Joan Robinson

Joan Robinson
Joan Violet Robinson FBAwas a British economist who was well known for her work on monetary economics and wide-ranging contributions to economic theory. She was the daughter of Major-General Sir Frederick Barton Maurice, 1st Baronet, and was married to Austin Robinson, a fellow economist. Together, they had two children...
easier organize industry
It is much easier to organize control over one industry serving many markets than over one market served by the products of several industries.
waiting rewards income
Income from property is not the reward of waiting, it is the reward of employing a good stockbroker.
growth poverty overcoming
Not only subjective poverty is never overcome by growth, but absolute poverty is increased by it. ... Absolute misery grows while wealth increases.
should-have growth needs
Capitalism with near-full employment was an impressive spectacle. But a growth in wealth is not at all the same thing as reducing poverty. A universal paean was raised in praise of growth. Growth was going to solve all problems. No need to bother about poverty. Growth will lift up the bottom and poverty will disappear without any need to pay attention to it. The economists, who should have known better, fell in with the same cry.
intellectual tragedy unemployment
I do not regard the Keynesian revolution as a great intellectual triumph. On the contrary, it was a tragedy because it came so late. Hitler had already found out how to cure unemployment before Keynes had finished explaining why it occured.
saving vices investment
It is the rate of investment which governs the rate of saving, and not vice versa.
law class income
If there is any law governing the distribution of income between classes, it still remains to be discovered.
next theory prognosis
It seems that neither the Keynesian nor the Marxian prognosis of the future of capitalism is being fulfilled and we are left without any particular theory as to what will happen next.
government patterns moments
At any moment there is certainly not balanced trade between the various areas of the habitable globe that happens to be under seperate national governments - there is an ever-changing pattern of deficits and surpluses.
nature money work
The fundamental differences between Marxian and traditional orthodox economics are, first, that the orthodox economists accept the capitalist system as part of the eternal order of Nature, while Marx regards it as a passing phase in the transition from the feudal economy of the past to the socialist economy of the future.
sheep giving hatred
Voltaire remarked that it is possible to kill a flock of sheep by witchcraft if you give them plenty of arsenic at the same time.
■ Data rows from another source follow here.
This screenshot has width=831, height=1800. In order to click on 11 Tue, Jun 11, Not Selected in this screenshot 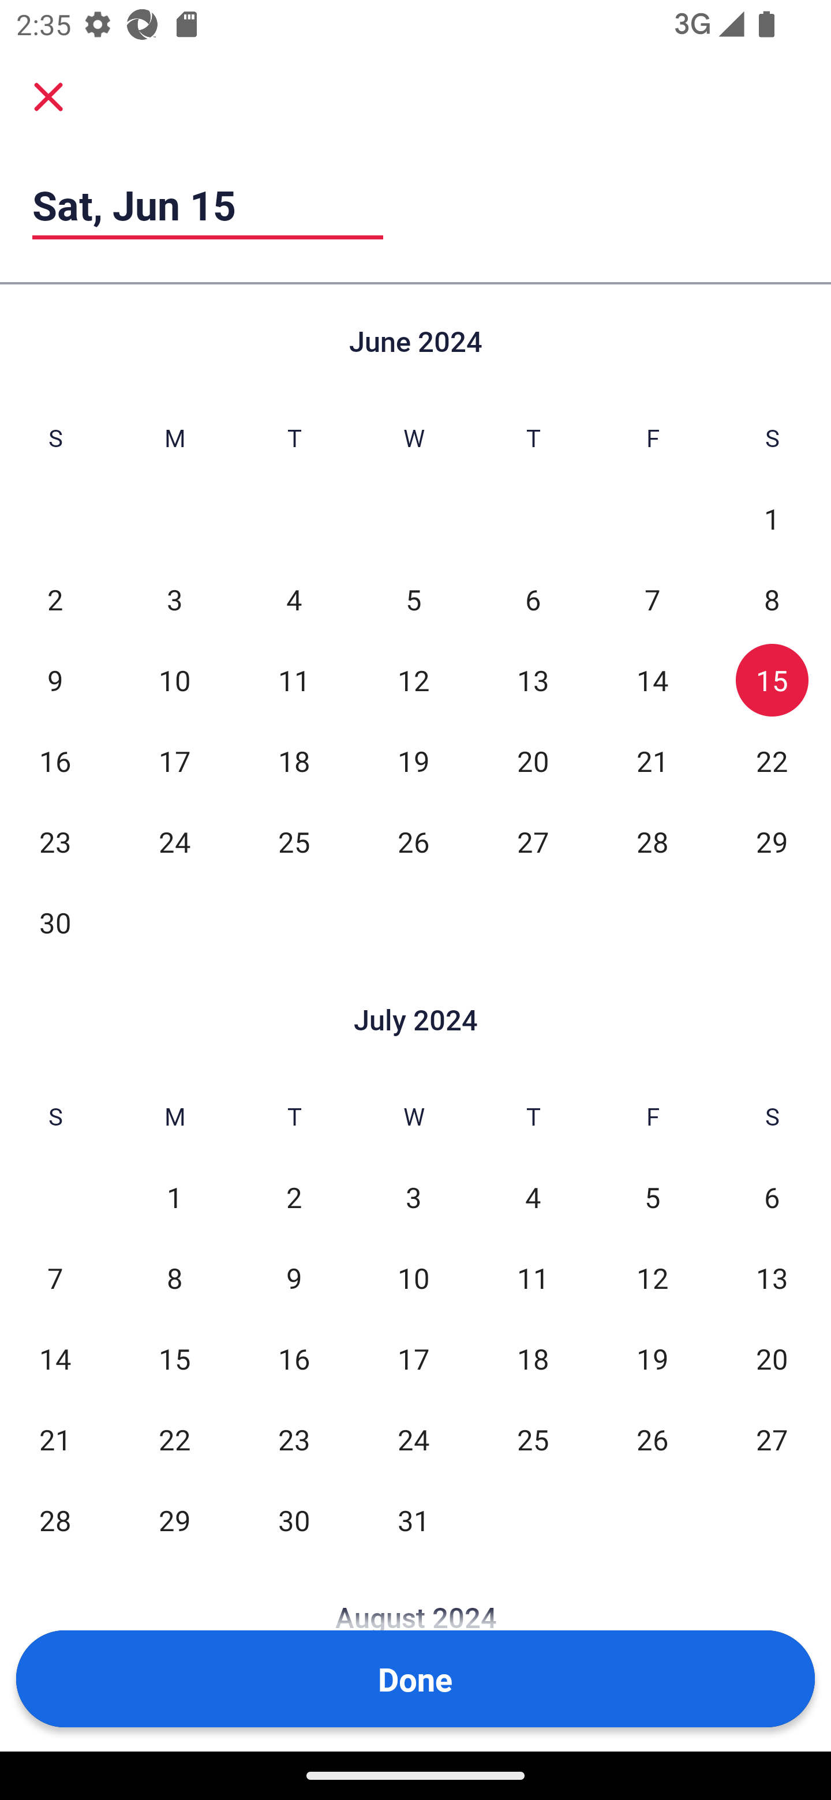, I will do `click(294, 680)`.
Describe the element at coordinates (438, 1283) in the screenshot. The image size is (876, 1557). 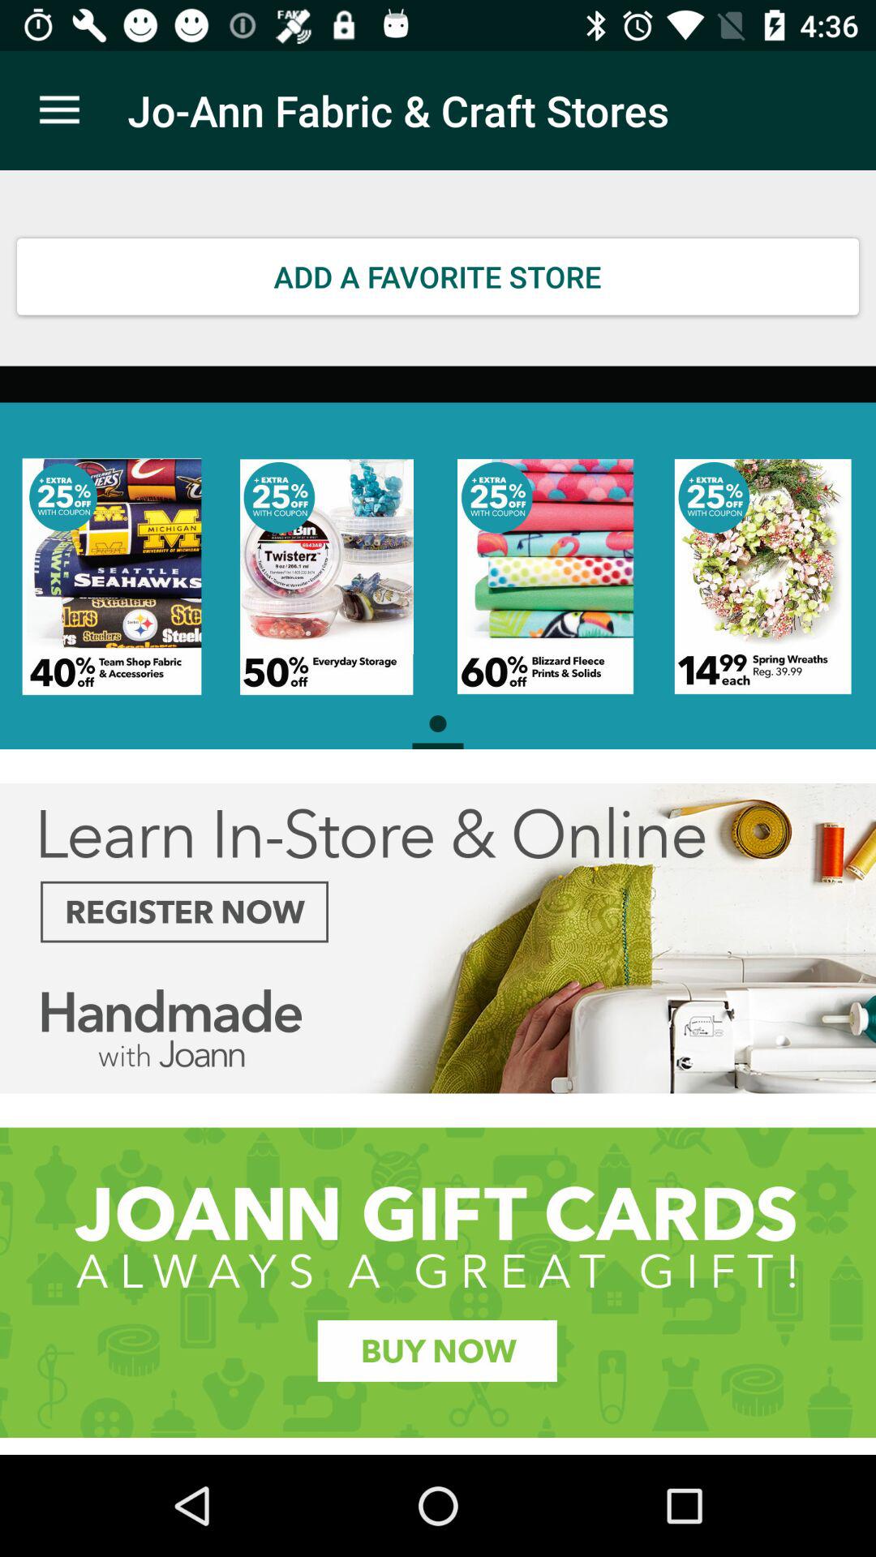
I see `go to advertisement sponsor` at that location.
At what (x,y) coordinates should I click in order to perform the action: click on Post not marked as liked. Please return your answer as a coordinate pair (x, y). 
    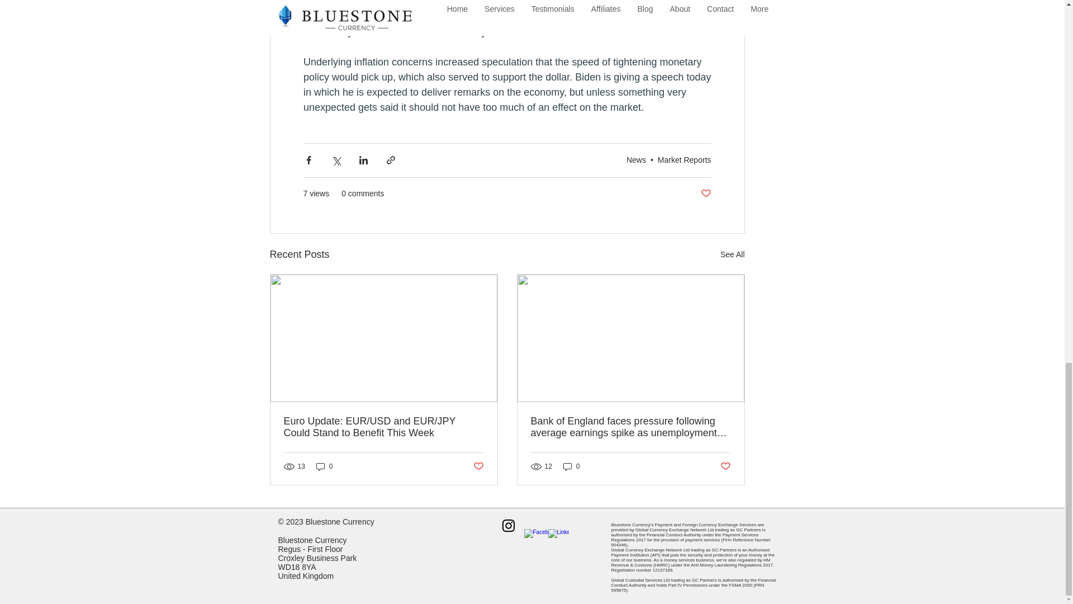
    Looking at the image, I should click on (705, 193).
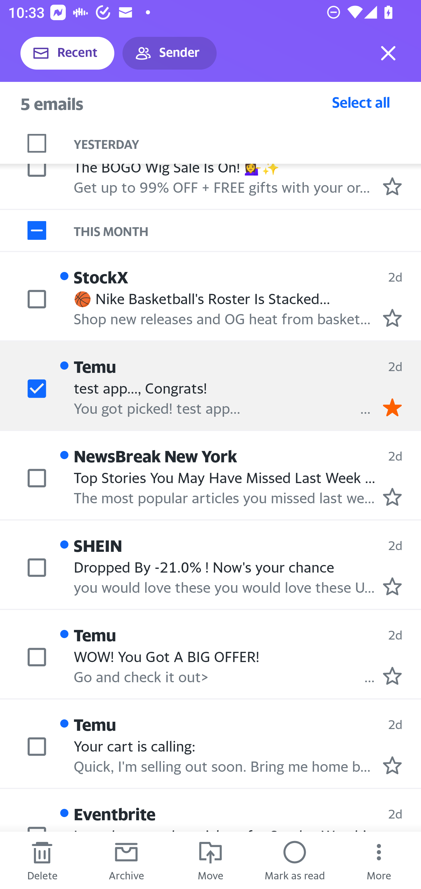  I want to click on Mark as starred., so click(392, 765).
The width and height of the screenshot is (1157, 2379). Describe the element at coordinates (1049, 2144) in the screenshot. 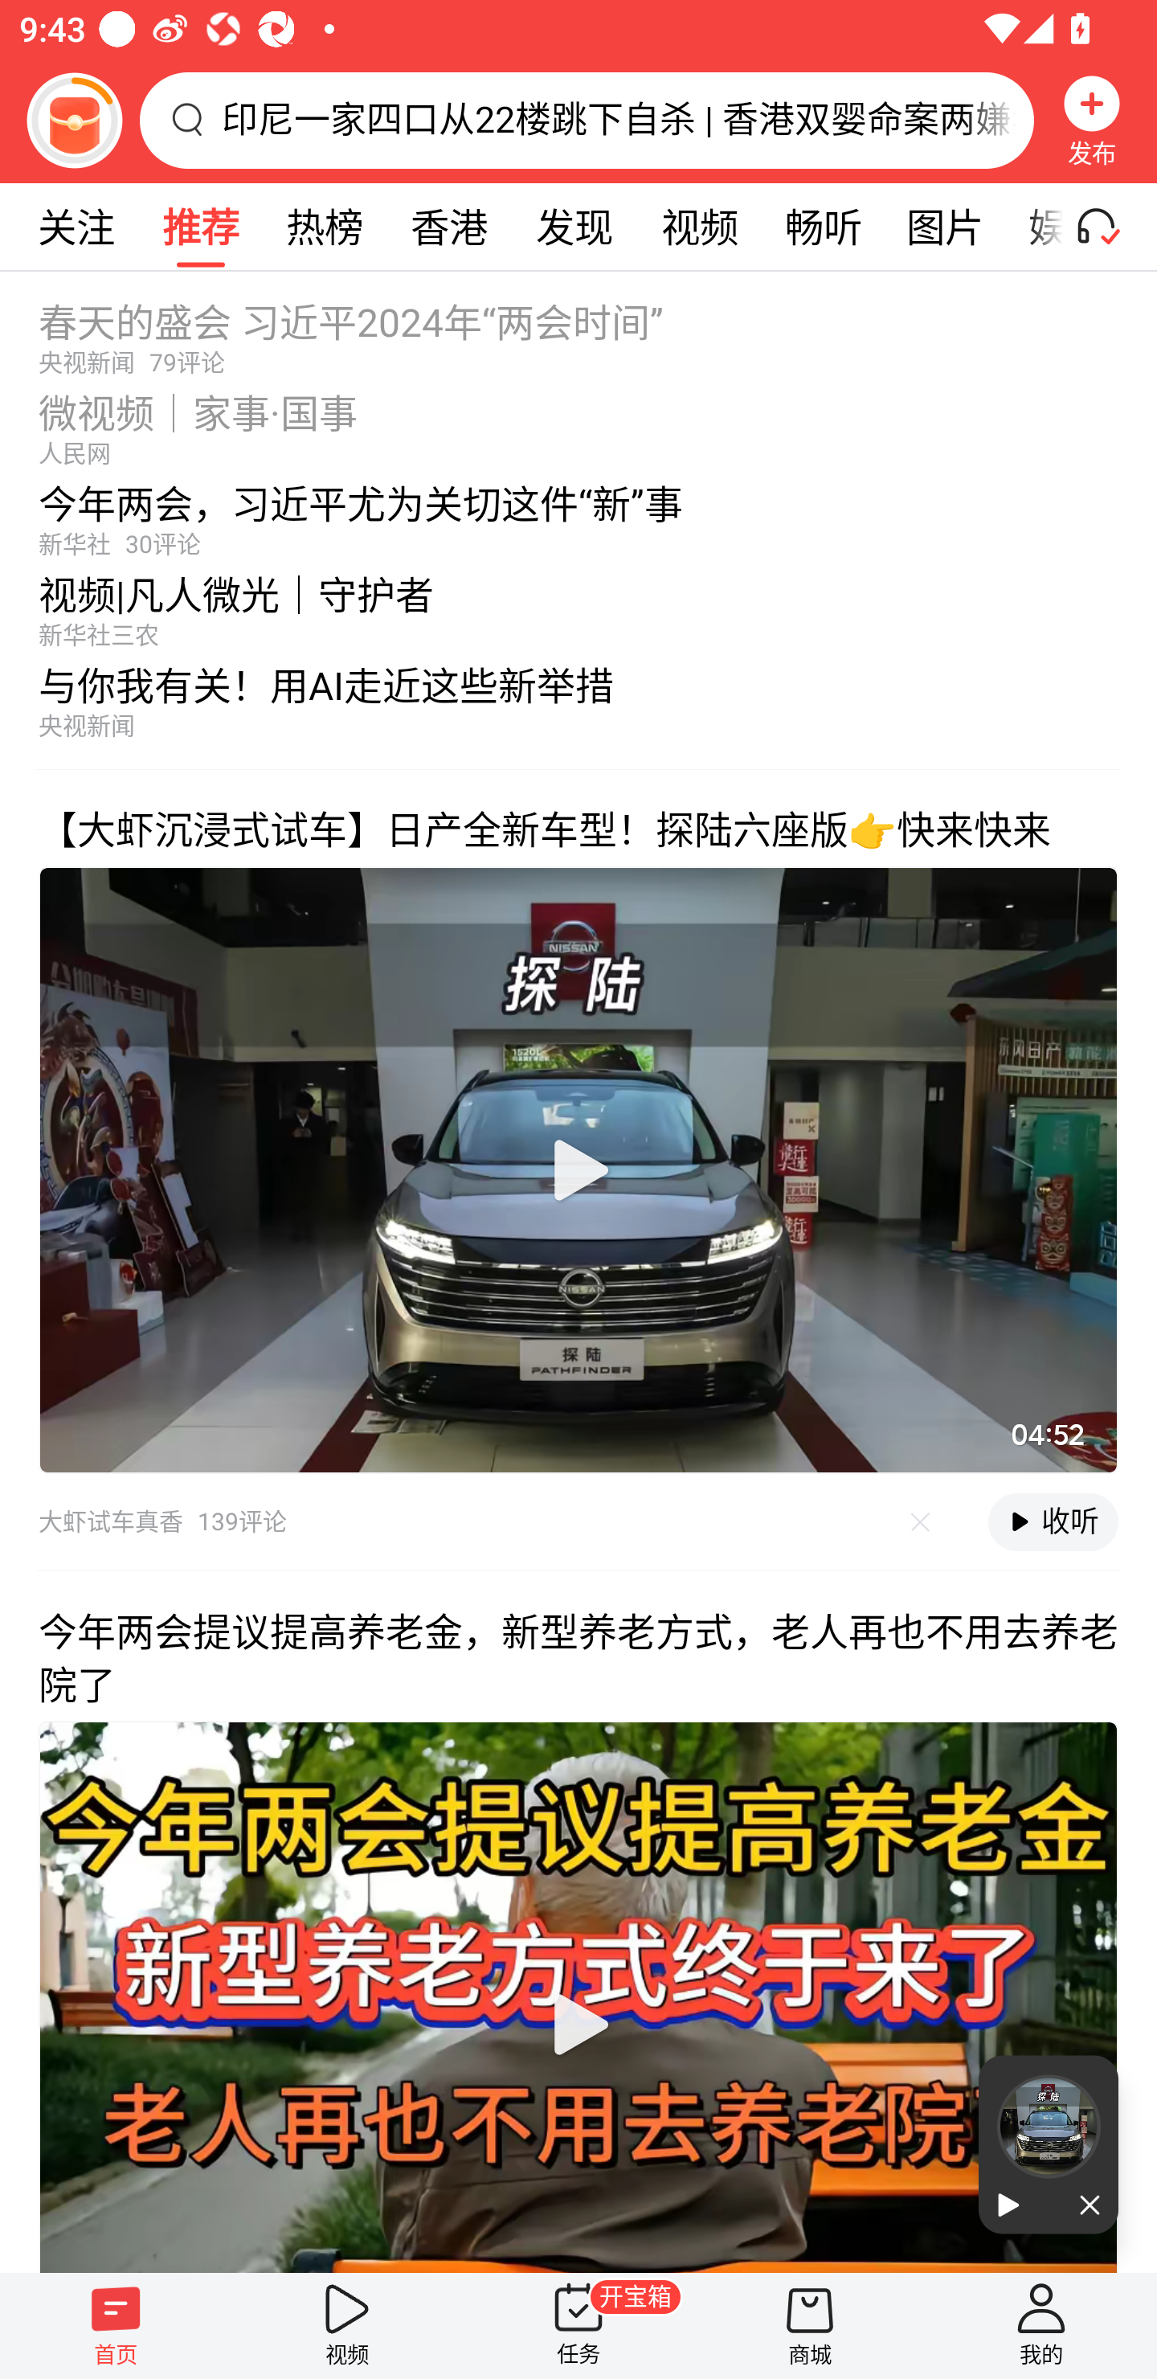

I see `当前进度 0% 播放 关闭` at that location.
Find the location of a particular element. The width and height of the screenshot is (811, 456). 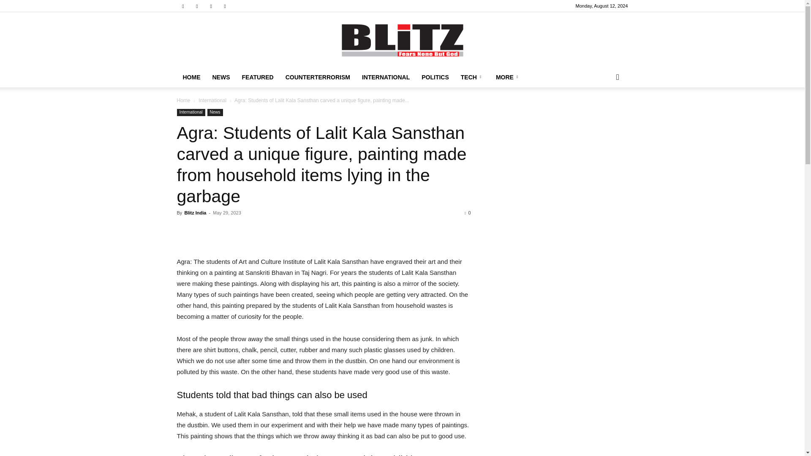

COUNTERTERRORISM is located at coordinates (318, 77).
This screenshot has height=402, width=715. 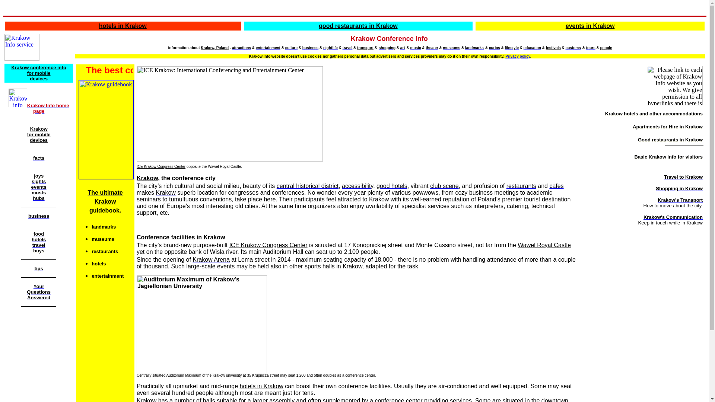 I want to click on education, so click(x=532, y=47).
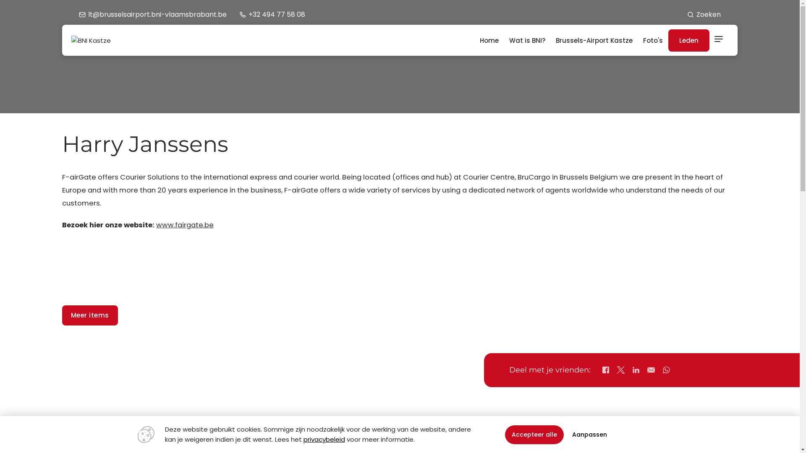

The sheep, in this figure, may well stand for the complacent apologists of capitalism; Marx's penetrating insight and bitter hatred of oppression supply the arsenic, while the labour theory of value provides the incantations.
cancer vaccines risk
I came away from the talk with the perception that the risk of adverse side effects is so much greater than the risk of cervical cancer, I couldn’t help but question why we need the vaccine at all.
money economics activity
owning capital is not a productive activity.
air car choices
Where is the pricing system that offers the consumer a fair choice between air to breathe and motor cars to drive about in?